We know, however, that industrialism is not sustainable. Earth’s innards holds only so much recoverable fossil fuels and we have already extracted the best part of it. Production of crude oil has plateaued and it is only a matter of time before other fossil fuels follow suit. Ultimately our civilization will be left with only what wind sun and water can provide. While this does not mean that all our technologies will become unsustainable, our current strategy of adapting our environment to ourselves clearly will.

Add to this that the environment itself is likely to drastically change thanks to our deplorable habit of dumping truckloads of CO2 into the atmosphere, and it becomes quite obvious that cultural diversity will come back with a vengeance. Western – and East-Asian culture will have to retreat from areas unsuited to their preferred lifestyle, or change so much in the process that it will amount to the same. The poster child for this will probably be American desert cities such as Phoenix or Las Vegas, but northern China or the Southern Spain are prime candidates for such an evolution too. Whoever will inhabit those areas two centuries from now will have to adopt the same lifestyle as preindustrial desert tribes.

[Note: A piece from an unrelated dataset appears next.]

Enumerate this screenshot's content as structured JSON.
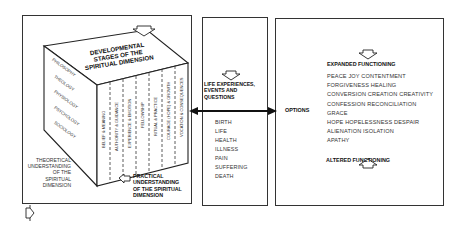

The problem is that those who have kept the technologies, both social and material, needed to thrive in ecosystem hostile to European or East-Asian style agriculture are likely to be early casualties. Even when they still form viable cultural units, they are too specialized to survive intact the effect of global warming. Besides, they are militarily extremely weak and would be destroyed without the protection of modern nation states – even the Sentinelese, who have made an habit of shooting down everybody sailing too close to their island will be soon overrun when Indian policemen will stop protecting them.

This means that we will have to rebuild a cultural diversity anew by acquiring skills and social habits adapted to ecosystems which do not yet exist at the exact moment the few people who still master those skills are on the verge of cultural extinction. Moreover, those people won't profit in any way from our collapse for the world we will left will be different enough that , to survive, they will have to completely reconfigure their culture. The Inuits, for instance, may still exist two centuries from now, especially in Greenland, but they will be more likely to raise cattle than to hunt seals, they will have horses, not sled dogs and the place of snow and ice in their culture will have been seriously reduced.

Even so, rebuilding cultural diversity is by no mean an impossible task. As a species we are very good at borrowing technologies and cultural features from our neighbors and calling them our own. Here in Brittany we eat a very typical buckwheat pancake called “galette”, yet buckwheat is a Chinese, which was never cultivated in Western Europe before the XIVth century.

In fact, the internal diversity of our own society, doomed as it is, can be an asset in that matter. While I fail to see the point of most of our subcultures, their sheer number means that there always will be someone to document or perpetuate the technological and societal skills of some half-forgotten tribe. Whether it will be enough, however, is quite another matter as it means preserving a knowledge which will be quite irrelevant to our everyday life until quite late in the game. This implies a serious amount of geekery and self-marginalization and definitely won't get you money or influence.

A bit like copying Latin books in Dark Age Britain.